Possibly the worst website ever
I love my day job. I review and comment on my company's websites, looking for ways to make the sites more user-friendly and up to design standards. Call it a gift or a curse, but now I look critically at almost every website I encounter. I recently came across possibly the worst website ever, so bad in fact that I refuse to use their services in person anymore.
One evening my DH and I were lounging around the house when we thought it would be a brilliant idea to order pizza online. My laptop was conveniently within arm's reach so we figured it would be easier than getting up to grab the telephone or using our precious cell phone minutes. We typed in www.dominos.com and found what we thought was a really interactive Gen-Y-geared site. They even list 68 creative reasons why you should order online. Homepage is good - engaging, easy buttons, quick.
Once you click on the order page it's a totally different ballgame. First they require you to enter in your full address - not just your city/state or zip code. I don't see why when it just brings up a list of stores to pick from. So you pick one and then it tells you need to sign up. The site doesn't even remember the information you've already given them.
So fine, I enter in my address and my e-mail and proceed to the sixth page of pre-ordering sign-up screens. Then it tells me "Sorry, you're store is not currently available for online ordering." Give me a break! I just gave you all this information about my name, my address, my e-mail, my preferred store location, and all I get is an error screen? Can't you at least give me the number to call my order in? Uggh.
Oh, and if they do serve your area, the site gets even worse. You have to indicate how you will pay (why the heck does it matter when I'm gonna go pick it up) and if you change your mind it will erase your whole order. Bad implementation Domino's!
Note to websites trying to tap into the Gen-Y market - the site better be pretty slick or it could quickly discredit not only your site but your brick-and-mortar store too. We frankly don't have enough time to sit around waiting for slowpokes to figure out technology - we'll go to the place that has.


[Problem statement]
Your reply must be the number of lines in the entries that hold the word "status", and nothing else.

[Excerpted records]
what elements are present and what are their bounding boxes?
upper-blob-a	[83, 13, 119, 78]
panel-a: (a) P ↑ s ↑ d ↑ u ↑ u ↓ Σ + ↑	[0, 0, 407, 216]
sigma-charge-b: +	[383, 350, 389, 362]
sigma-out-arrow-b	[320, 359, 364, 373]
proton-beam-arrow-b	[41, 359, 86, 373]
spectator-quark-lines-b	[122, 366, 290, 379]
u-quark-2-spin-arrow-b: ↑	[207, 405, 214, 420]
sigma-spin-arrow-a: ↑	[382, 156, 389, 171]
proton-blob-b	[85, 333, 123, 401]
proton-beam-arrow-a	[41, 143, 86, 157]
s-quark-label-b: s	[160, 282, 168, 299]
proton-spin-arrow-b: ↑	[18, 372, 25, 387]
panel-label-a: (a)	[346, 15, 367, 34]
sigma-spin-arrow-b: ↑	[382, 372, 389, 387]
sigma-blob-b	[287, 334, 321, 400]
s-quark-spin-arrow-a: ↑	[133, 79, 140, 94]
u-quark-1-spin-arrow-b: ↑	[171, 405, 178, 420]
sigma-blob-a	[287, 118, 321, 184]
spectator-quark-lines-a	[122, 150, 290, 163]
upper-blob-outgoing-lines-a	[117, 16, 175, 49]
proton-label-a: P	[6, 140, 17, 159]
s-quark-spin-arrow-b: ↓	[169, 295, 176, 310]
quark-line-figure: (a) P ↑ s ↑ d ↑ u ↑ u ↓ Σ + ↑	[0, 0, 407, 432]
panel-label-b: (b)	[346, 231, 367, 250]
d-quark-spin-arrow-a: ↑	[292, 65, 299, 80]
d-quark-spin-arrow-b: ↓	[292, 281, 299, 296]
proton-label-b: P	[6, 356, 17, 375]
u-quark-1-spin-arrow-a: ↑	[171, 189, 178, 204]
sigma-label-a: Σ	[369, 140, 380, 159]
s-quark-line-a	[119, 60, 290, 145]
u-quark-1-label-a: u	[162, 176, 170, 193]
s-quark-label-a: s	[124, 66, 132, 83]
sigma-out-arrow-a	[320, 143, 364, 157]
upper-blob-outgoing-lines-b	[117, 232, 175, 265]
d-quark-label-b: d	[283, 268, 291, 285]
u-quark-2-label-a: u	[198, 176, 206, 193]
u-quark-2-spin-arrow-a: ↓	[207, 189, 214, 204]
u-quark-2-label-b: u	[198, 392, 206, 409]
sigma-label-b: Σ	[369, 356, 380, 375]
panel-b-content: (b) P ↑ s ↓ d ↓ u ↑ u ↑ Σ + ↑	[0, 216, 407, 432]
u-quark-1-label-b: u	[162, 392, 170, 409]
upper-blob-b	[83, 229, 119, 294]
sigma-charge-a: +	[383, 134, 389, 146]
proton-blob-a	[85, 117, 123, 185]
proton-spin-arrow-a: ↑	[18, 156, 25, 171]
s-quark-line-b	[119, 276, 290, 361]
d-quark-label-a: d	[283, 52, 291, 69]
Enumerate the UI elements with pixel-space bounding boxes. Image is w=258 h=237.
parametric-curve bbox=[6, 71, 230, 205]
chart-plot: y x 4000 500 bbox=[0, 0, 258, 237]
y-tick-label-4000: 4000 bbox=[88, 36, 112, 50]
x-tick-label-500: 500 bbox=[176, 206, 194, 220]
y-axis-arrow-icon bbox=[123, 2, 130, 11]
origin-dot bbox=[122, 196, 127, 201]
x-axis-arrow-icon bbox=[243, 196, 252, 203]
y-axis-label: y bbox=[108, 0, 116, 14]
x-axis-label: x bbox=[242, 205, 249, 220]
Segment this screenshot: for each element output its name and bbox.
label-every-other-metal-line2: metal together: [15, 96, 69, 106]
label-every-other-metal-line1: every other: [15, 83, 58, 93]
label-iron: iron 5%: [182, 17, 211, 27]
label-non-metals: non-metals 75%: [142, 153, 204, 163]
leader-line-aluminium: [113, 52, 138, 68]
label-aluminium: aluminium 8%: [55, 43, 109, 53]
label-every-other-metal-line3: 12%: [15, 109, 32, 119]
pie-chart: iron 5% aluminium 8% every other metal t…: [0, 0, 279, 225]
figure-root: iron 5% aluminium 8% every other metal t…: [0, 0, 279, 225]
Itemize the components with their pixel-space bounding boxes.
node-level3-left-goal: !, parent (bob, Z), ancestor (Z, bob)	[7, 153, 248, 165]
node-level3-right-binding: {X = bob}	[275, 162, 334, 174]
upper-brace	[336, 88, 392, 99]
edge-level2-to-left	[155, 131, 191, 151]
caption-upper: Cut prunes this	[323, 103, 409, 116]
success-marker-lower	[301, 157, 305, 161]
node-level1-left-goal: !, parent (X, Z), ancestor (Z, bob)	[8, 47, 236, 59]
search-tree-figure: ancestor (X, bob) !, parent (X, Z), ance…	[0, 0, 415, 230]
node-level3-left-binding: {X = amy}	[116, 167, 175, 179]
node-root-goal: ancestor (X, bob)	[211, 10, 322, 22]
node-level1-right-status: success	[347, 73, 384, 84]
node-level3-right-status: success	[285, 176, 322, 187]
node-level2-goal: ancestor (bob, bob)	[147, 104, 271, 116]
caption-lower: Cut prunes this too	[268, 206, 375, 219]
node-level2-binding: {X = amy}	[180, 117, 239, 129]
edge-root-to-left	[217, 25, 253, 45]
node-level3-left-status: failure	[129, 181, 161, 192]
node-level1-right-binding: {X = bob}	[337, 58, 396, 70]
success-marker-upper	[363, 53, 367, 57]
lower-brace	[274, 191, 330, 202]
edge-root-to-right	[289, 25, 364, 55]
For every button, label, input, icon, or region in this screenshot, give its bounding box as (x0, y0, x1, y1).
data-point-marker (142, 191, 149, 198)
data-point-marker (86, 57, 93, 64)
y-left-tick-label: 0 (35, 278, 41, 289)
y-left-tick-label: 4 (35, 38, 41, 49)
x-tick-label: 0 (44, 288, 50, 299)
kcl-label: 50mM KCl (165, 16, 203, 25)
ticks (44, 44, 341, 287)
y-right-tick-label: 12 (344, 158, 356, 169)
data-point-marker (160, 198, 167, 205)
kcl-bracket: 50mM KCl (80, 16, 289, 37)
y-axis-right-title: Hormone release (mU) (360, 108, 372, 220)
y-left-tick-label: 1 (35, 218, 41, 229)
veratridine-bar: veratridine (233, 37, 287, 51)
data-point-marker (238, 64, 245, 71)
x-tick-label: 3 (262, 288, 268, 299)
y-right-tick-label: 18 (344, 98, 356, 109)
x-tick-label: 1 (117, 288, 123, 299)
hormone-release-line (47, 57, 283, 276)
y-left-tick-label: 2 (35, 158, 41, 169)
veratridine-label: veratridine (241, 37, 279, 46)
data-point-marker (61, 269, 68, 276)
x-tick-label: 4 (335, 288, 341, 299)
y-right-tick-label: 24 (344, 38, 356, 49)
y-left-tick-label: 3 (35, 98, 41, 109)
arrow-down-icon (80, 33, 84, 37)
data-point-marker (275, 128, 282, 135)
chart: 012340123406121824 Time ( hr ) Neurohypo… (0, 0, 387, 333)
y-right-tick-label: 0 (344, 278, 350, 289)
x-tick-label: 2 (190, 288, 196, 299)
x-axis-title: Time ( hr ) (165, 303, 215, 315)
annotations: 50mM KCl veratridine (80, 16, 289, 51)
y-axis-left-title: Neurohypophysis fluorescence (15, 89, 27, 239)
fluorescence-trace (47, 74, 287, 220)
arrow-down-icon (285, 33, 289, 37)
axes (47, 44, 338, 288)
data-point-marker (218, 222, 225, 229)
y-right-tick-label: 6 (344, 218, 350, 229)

[Answer to this task]
3